Little Rock city directors approved the Nov. 13 election date at a September meeting, but the city failed to publish the notice in time to meet a 60-day notice requirement for special elections.

That is when Roberts said he wondered whether it was too late for a 2007 election, but he didn’t want the voter petitions gathered for the special election to go to waste or lose the momentum he had with a large volunteer base geared up for the vote.

So city directors passed a second ordinance, approving an election for Dec. 11, the second Tuesday in December. State law requires special elections to be held on the second Tuesday of a month.

Although voters approved the tax increase by a 65 percent margin, the special election occurred two weeks after the Pulaski County Quorum Court set 2007 tax rates that were to be paid in 2008.

The Quorum Court didn’t pass another property-tax ordinance within 30 days of the certification of the vote, as state law allows after residents approve a new tax.

Instead, Pulaski County Judge Buddy Villines signed a county order on Jan. 14 amending the library’s tax rate, following the actions of Little Rock city directors who approved an ordinance on Jan. 8, 2008, with the new library millage rate.

The county and library system didn’t have any correspondence dating back to that time showing any concern over whether the tax could be legally collected in 2008, but Roberts said it was a move that attorneys assured him ahead of the election was legal.

Pulaski County’s attorney Karla Burnett said Wednesday that she had no hesitation in 2007 on whether Villines could sign the order to increase the 2007 taxes, resulting in higher bills payable in 2008.

“We have used that statue before to make corrections to the ordinance,” she said. “It appeared to me by the time the city certified the second millage rate, the first one was just no longer correct.”

Arkansas Code 14-14-904 authorizes the county judge to correct only “clerical errors, scrivener’s errors, or a failure of a taxing entity to report the correct millage rate to the quorum court.”

In court, Burnett made the argument that state law gave Villines the authority to amend tax errors without going to the Quorum Court. The old rate was in error, she claimed, since voters passed a tax increase. Pulaski County Circuit Judge Timothy Fox ruled in favor of the library and county.

But on appeal from property owners, Arkansas Supreme Court justices this month found no such errors in the library’s situation and reversed the Pulaski County Circuit Court judgment. Justices said Villines had no authority to retroactively apply the tax increase to 2007 bills.

Roberts said he finds it ironic that in the long run, property owners could end up paying more in taxes than what they are refunded because of attorney fees and the timing of when the bonds will be paid off.

The $32 million in bond debt will now be paid off a year later, in 2026, and at a greater inflation amount, Roberts surmised.

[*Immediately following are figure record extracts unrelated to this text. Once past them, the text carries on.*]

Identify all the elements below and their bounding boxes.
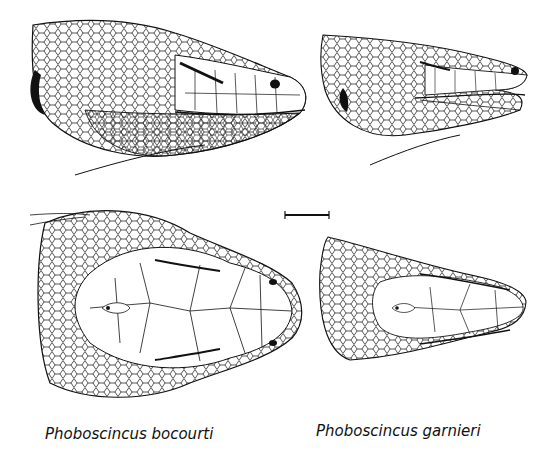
nostril-icon [270,80,280,89]
lizard-head-dorsal-drawing [30,203,310,403]
lizard-head-dorsal-drawing [310,232,535,362]
caption-left-species: Phoboscincus bocourti [45,425,213,443]
lizard-head-lateral-drawing [315,30,535,170]
caption-right-species: Phoboscincus garnieri [316,422,481,440]
bocourti-dorsal-view [30,203,310,403]
garnieri-dorsal-view [310,232,535,362]
garnieri-lateral-view [315,30,535,170]
lizard-head-lateral-drawing [25,15,310,190]
bocourti-lateral-view [25,15,310,190]
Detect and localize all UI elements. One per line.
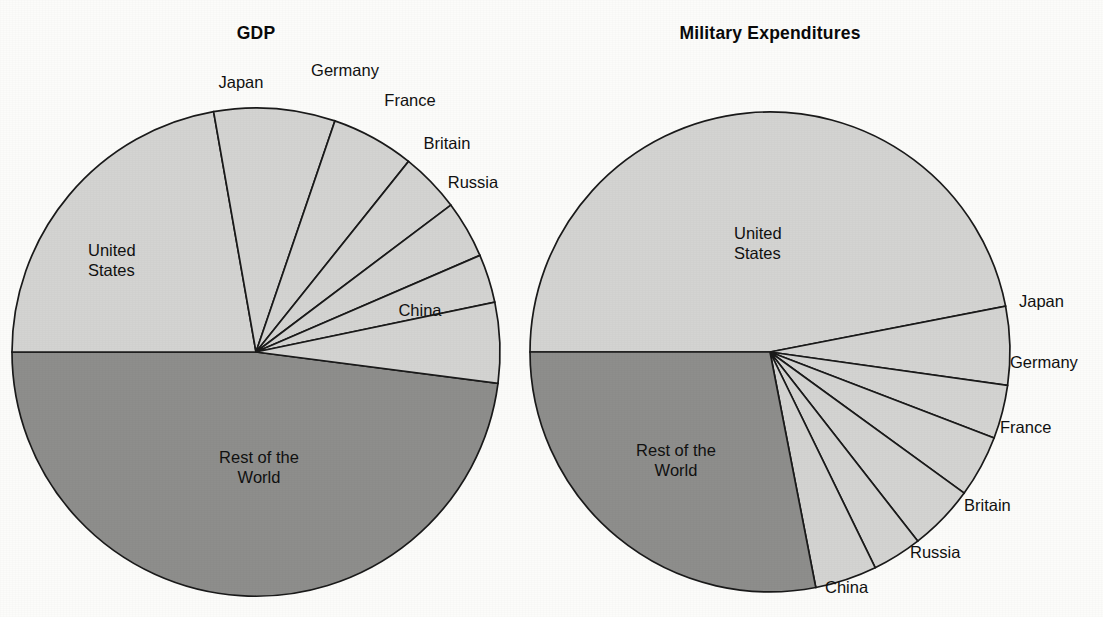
military-label-united-states-line1: United [734,223,782,243]
military-label-rest-of-world: Rest of the World [636,440,716,480]
military-label-france: France [1000,417,1051,437]
gdp-label-france: France [384,90,435,110]
gdp-label-britain: Britain [424,133,471,153]
military-label-russia: Russia [910,542,960,562]
military-pie [530,112,1010,592]
gdp-label-germany: Germany [311,60,379,80]
chart-page: GDP Military Expenditures [0,0,1103,617]
gdp-label-china: China [398,300,441,320]
military-label-china: China [825,577,868,597]
gdp-label-japan: Japan [219,72,264,92]
gdp-label-united-states-line2: States [88,260,136,280]
pies-svg [0,0,1103,617]
military-label-rest-of-world-line2: World [636,460,716,480]
military-label-japan: Japan [1019,291,1064,311]
military-label-germany: Germany [1010,352,1078,372]
gdp-pie [12,108,500,596]
military-label-rest-of-world-line1: Rest of the [636,440,716,460]
gdp-label-united-states-line1: United [88,240,136,260]
gdp-label-rest-of-world-line1: Rest of the [219,447,299,467]
military-label-united-states-line2: States [734,243,782,263]
gdp-label-russia: Russia [448,172,498,192]
military-label-britain: Britain [964,495,1011,515]
gdp-label-rest-of-world-line2: World [219,467,299,487]
military-label-united-states: United States [734,223,782,263]
gdp-label-united-states: United States [88,240,136,280]
gdp-label-rest-of-world: Rest of the World [219,447,299,487]
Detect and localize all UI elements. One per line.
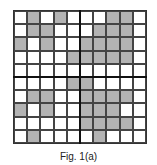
- grid-cell: [106, 24, 119, 37]
- grid-cell: [14, 11, 27, 24]
- grid-cell: [27, 77, 40, 90]
- grid-cell: [120, 117, 133, 130]
- grid-cell: [67, 77, 80, 90]
- grid-cell: [133, 130, 146, 143]
- grid-cell: [67, 11, 80, 24]
- grid-cell: [27, 24, 40, 37]
- grid-cell: [106, 77, 119, 90]
- grid-cell: [80, 37, 93, 50]
- grid-cell: [106, 117, 119, 130]
- grid-cell: [93, 103, 106, 116]
- grid-cell: [40, 24, 53, 37]
- grid-cell: [40, 77, 53, 90]
- grid-cell: [14, 37, 27, 50]
- grid-cell: [106, 64, 119, 77]
- grid-cell: [133, 117, 146, 130]
- grid-cell: [54, 117, 67, 130]
- grid-cell: [54, 77, 67, 90]
- grid-cell: [40, 117, 53, 130]
- grid-cell: [14, 90, 27, 103]
- grid-cell: [80, 117, 93, 130]
- grid-cell: [133, 64, 146, 77]
- grid-cell: [93, 11, 106, 24]
- figure-caption: Fig. 1(a): [0, 151, 157, 162]
- grid-cell: [27, 51, 40, 64]
- grid-cell: [40, 37, 53, 50]
- grid-cell: [120, 64, 133, 77]
- grid-cell: [93, 117, 106, 130]
- grid-cell: [80, 24, 93, 37]
- grid-cell: [40, 11, 53, 24]
- grid-cell: [27, 64, 40, 77]
- grid-cell: [67, 51, 80, 64]
- grid-cell: [93, 77, 106, 90]
- grid-cell: [67, 90, 80, 103]
- grid-cell: [54, 37, 67, 50]
- grid-cell: [80, 77, 93, 90]
- grid-cell: [40, 103, 53, 116]
- grid-cell: [93, 51, 106, 64]
- grid-cell: [93, 24, 106, 37]
- grid-cell: [80, 103, 93, 116]
- grid-cell: [133, 11, 146, 24]
- grid-cell: [106, 130, 119, 143]
- grid-cell: [67, 24, 80, 37]
- grid-cell: [106, 11, 119, 24]
- grid-cell: [27, 103, 40, 116]
- grid-cell: [80, 130, 93, 143]
- grid-cell: [133, 90, 146, 103]
- grid-cell: [40, 130, 53, 143]
- grid-cell: [120, 24, 133, 37]
- grid-cell: [54, 90, 67, 103]
- grid-cell: [14, 103, 27, 116]
- grid-cell: [120, 77, 133, 90]
- grid-cell: [120, 103, 133, 116]
- grid-cell: [120, 90, 133, 103]
- grid-cell: [27, 90, 40, 103]
- grid-cell: [14, 117, 27, 130]
- grid-cell: [80, 90, 93, 103]
- grid-cell: [80, 11, 93, 24]
- grid-cell: [54, 51, 67, 64]
- grid-cell: [120, 11, 133, 24]
- grid-cell: [120, 37, 133, 50]
- grid-cell: [106, 90, 119, 103]
- grid-cell: [40, 64, 53, 77]
- grid-cell: [93, 130, 106, 143]
- grid-cell: [93, 64, 106, 77]
- grid-cell: [133, 24, 146, 37]
- grid-cell: [106, 51, 119, 64]
- grid-cell: [14, 77, 27, 90]
- grid-cell: [54, 130, 67, 143]
- grid-cell: [120, 130, 133, 143]
- grid-cell: [67, 103, 80, 116]
- grid-cell: [40, 51, 53, 64]
- grid-cell: [40, 90, 53, 103]
- grid-cell: [106, 103, 119, 116]
- grid-cell: [106, 37, 119, 50]
- grid-cell: [14, 64, 27, 77]
- grid-cell: [67, 64, 80, 77]
- grid-cell: [80, 51, 93, 64]
- grid-cell: [93, 90, 106, 103]
- grid-cell: [133, 51, 146, 64]
- grid-cell: [133, 77, 146, 90]
- grid-cell: [27, 37, 40, 50]
- grid-cell: [54, 11, 67, 24]
- grid-cell: [67, 117, 80, 130]
- grid-cell: [54, 103, 67, 116]
- horizontal-center-axis: [13, 76, 147, 78]
- grid-cell: [54, 64, 67, 77]
- grid-cell: [80, 64, 93, 77]
- grid-cell: [54, 24, 67, 37]
- grid-cell: [27, 117, 40, 130]
- grid-cell: [120, 51, 133, 64]
- grid-cell: [67, 130, 80, 143]
- grid-cell: [14, 24, 27, 37]
- grid-cell: [133, 37, 146, 50]
- grid-cell: [133, 103, 146, 116]
- grid-cell: [27, 11, 40, 24]
- grid-cell: [14, 51, 27, 64]
- grid-cell: [93, 37, 106, 50]
- grid-cell: [67, 37, 80, 50]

“That’s not a gain to anybody,” he said.

Sayre, however, sees the outcome differently.

“The amount of money that will be collected by [the library system] over the period will be exactly the same,” he said.

As for the budget cuts, Sayre said, library officials were on notice by mid-2008 that there was a possibility that the taxes they collected for 2007 were illegal.

Sayre said, “If they went ahead and budgeted normally without regard to that suit, then they were probably not carrying out their management responsibilities in a proper or conservative manner.”